Postcard Private Breger WW2 working like a Mule

not send, multi coloured

UITVERKOCHT / SOLD
Betaalwijzes

Irving David Breger (April 15, 1908 – January 16, 1970) was an American cartoonist who created the syndicated Mister Breger (1945–1970), a gag panel series and Sunday comic strip known earlier as Private Breger and G.I. Joe. The series led to widespread usage of the term "G.I. Joe" during World War II and later.[1] Dave Breger was his signature and the byline on his books. During World War II, his cartoons were signed Sgt. Dave Breger.

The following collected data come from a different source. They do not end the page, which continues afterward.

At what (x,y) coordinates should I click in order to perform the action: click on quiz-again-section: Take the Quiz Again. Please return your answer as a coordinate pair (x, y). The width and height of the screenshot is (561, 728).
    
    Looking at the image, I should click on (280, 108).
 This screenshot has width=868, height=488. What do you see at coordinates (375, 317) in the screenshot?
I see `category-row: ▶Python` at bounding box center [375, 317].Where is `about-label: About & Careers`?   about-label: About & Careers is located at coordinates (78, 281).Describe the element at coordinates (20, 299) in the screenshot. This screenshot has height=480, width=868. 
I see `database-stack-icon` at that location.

Growing up in Chicago, where he was born of native Russian parents, butcher Benjamin Breger and Sophie Passin Breger, only a few weeks after they arrived in the United States from the Ukraine. As a youth, Breger had encounters with the local gangsters while working at his father's sausage factory. In 1926, he acquired his high school diploma from Crane Technical School, where he drew cartoons signed Irving Breger for the school paper. He studied architectural engineering at the University of Illinois and then transferred to Northwestern University, where he edited the campus humor magazine, Purple Parrot, while studying pre-med and psychology. He had no schooling in art or cartooning, and his college cartoons were drawn in a style similar to John Held, Jr.